Abstract

The present study introduces an inkjet-printed flexible coplanar waveguide patch antenna array concept. Single antenna and four-element antenna arrays were characterized, which were attached to a subminiature version A connector via an innovative solderless, 3D-printed ‘plug-and-play-type’ tightener. Furthermore, indoor wireless communication and Internet of Things scenarios with commonly used wall materials including gypsum and plywood boards, on which patch antennas and antenna arrays can be attached, were also presented. In order to validate the concept, design and fabrication iterations in parallel with numerical and experimental investigations were executed. To elaborate, single antenna and antenna array configurations without and with wall materials were characterized to see their functionality at 2.4 GHz resonance frequency and beyond 300 MHz bandwidth, respectively. The results demonstrate that the investigated configurations fulfill short-range radio transmission and can be utilized, e.g., for indoor backscattering-type communications and wireless sensing applications, as an affordable and versatile alternative to their conventional counterparts. Being attached to their corresponding background materials, single-antenna specimens were measured to have return losses beyond 18 dB and peak gains around 1 dBi, while higher peak gains above 6 dBi were detected for antenna arrays. Moreover, the antenna arrays can enable multiple-input and multiple-output communication. The proposed arrays had diversity performance in terms of return losses higher than 15 dB, isolation of more than 20 dB, envelope correlation coefficient , diversity gain dB, mean effective gain dB, power ratio factor dB, and channel capacity loss bits/s/Hz.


#### [DIRECTIONS]
Filter the records down to the lines that hold the word "return", and copy each of those lines.

•••••

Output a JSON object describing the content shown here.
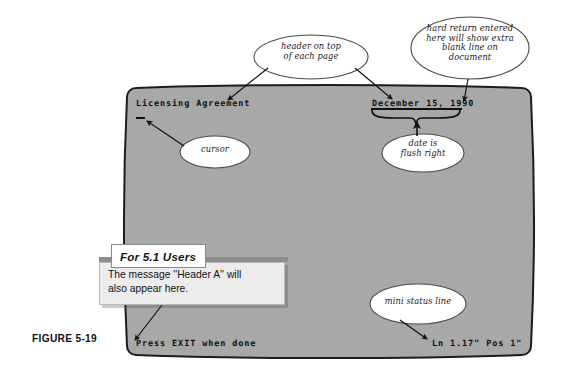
{
  "figure": {
    "caption": "FIGURE 5-19"
  },
  "screen": {
    "bg_color": "#a8a8a8",
    "border_color": "#1c1c1c",
    "header_text": "Licensing Agreement",
    "date_text": "December 15, 1990",
    "status_left": "Press EXIT when done",
    "status_right": "Ln 1.17\" Pos 1\"",
    "cursor_glyph": "_"
  },
  "annotations": [
    {
      "name": "header-on-top",
      "text": "header on top\nof each page"
    },
    {
      "name": "hard-return",
      "text": "hard return entered\nhere will show extra\nblank line on\ndocument"
    },
    {
      "name": "cursor",
      "text": "cursor"
    },
    {
      "name": "date-flush-right",
      "text": "date is\nflush right"
    },
    {
      "name": "mini-status-line",
      "text": "mini status line"
    }
  ],
  "callout": {
    "title": "For 5.1 Users",
    "body": "The message ''Header A'' will\n   also appear here.",
    "bar_color": "#8d8d8d",
    "body_color": "#ececec",
    "title_bg": "#ffffff"
  }
}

•••••

#### [RESULT OF THIS TASK]
      "name": "hard-return",
      "text": "hard return entered\nhere will show extra\nblank line on\ndocument"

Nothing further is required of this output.